WASHINGTON — The Space Development Agency has set its sights on an ambitious launch schedule for 2024 following two successful launches this year that marked steady progress for the fledgling U.S. Space Force agency.
“Starting next September, it’s an 11-launch campaign over 11 months, one launch a month,” SDA Director Derek Tournear said Dec. 7 at a National Security Space Association online forum.
SDA is developing a network of satellites known as the Proliferated Warfighter Space Architecture — a large constellation of lower-cost, mass-produced satellites in low Earth orbit. This is different from the traditional DoD approach of using small numbers of expensive, highly-customized satellites.
The constellation is designed to provide capabilities like advanced missile warning, tracking and targeting of hypersonic weapons, space asset defense, and battlefield awareness and targeting.
Two launches in 2023
SDA’s first 23 satellites launched in 2023 on SpaceX rockets are demonstration spacecraft known as Tranche 0. There are still four Tranche 0 missile-tracking satellites that were delayed and have not yet launched.
Tournear said SDA’s immediate priority early next year will be to launch these four L3Harris missile-tracking satellites. They are scheduled to fly to orbit alongside other Missile Defense Agency satellites on the USSF-124 Space Force mission but no launch date has yet been announced.
Later in 2024, SDA expects to initiate launches for the first operational satellites that will comprise Tranche 1 of the proliferated low Earth orbit architecture.
Starting in September next year, the goal is to get 161 satellites into orbit in less than a year, Tournear said.
These include 126 Tranche 1 Transport Layer communications satellites made by York Space Systems, Lockheed Martin and Northrop Grumman; and 35 missile-tracking sensor satellites made by L3Harris, Northrop Grumman and RTX.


:: Activity ::
Show each line from the listing that includes the word "left".
Record excerpts Block Start
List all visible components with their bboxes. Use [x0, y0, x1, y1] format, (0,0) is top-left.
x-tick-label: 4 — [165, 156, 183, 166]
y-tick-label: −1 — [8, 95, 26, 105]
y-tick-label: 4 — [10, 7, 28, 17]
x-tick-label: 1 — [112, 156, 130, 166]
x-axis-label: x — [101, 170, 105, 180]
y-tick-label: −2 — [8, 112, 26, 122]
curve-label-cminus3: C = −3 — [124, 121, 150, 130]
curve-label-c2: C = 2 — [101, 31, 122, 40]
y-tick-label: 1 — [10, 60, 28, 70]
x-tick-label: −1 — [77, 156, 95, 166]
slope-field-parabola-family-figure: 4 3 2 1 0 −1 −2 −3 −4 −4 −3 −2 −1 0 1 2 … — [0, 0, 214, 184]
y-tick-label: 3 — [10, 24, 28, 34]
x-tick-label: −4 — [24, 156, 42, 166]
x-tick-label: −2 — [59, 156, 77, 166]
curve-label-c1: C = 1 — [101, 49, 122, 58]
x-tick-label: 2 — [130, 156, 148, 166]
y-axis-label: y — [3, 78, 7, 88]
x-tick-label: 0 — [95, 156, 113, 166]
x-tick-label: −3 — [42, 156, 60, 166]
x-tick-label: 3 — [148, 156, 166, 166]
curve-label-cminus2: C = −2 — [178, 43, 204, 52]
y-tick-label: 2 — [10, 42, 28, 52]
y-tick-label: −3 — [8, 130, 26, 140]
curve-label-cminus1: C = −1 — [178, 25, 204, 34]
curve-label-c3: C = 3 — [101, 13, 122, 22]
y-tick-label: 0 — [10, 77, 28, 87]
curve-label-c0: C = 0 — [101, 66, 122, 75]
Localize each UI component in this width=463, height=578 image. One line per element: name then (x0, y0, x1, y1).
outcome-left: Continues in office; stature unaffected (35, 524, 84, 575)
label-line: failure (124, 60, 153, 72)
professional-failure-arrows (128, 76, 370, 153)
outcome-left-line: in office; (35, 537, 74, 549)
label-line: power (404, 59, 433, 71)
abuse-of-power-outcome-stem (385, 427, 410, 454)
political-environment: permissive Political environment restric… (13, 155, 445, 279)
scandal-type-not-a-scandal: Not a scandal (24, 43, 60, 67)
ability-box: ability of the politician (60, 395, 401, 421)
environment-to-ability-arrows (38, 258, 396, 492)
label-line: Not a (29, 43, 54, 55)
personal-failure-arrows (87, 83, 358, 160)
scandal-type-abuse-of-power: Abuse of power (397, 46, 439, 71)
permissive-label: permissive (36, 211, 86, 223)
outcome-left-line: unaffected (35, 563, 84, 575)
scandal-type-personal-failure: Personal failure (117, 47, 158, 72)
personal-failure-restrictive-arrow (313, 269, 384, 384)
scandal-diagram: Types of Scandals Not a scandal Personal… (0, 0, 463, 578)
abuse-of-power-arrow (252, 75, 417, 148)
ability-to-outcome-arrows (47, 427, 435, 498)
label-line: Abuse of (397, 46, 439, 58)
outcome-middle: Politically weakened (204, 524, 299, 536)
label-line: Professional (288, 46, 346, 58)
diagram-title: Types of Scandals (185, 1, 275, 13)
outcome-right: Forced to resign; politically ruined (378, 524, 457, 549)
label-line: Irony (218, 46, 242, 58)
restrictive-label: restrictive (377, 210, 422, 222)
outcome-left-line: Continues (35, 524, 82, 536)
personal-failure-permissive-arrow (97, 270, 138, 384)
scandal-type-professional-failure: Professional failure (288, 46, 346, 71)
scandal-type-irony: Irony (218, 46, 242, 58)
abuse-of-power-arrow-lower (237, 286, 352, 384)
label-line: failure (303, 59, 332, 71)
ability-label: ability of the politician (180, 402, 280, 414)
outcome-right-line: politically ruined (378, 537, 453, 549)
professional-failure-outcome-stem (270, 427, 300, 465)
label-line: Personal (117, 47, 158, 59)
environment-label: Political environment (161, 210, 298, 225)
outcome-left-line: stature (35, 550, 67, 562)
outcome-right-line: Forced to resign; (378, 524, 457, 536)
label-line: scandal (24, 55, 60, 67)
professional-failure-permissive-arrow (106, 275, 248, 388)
Record excerpts Block End
:: The answer ::
List all visible components with their bboxes. Use [x0, y0, x1, y1] format, (0,0) is top-left.
outcome-left: Continues in office; stature unaffected (35, 524, 84, 575)
outcome-left-line: in office; (35, 537, 74, 549)
outcome-left-line: unaffected (35, 563, 84, 575)
outcome-left-line: Continues (35, 524, 82, 536)
outcome-left-line: stature (35, 550, 67, 562)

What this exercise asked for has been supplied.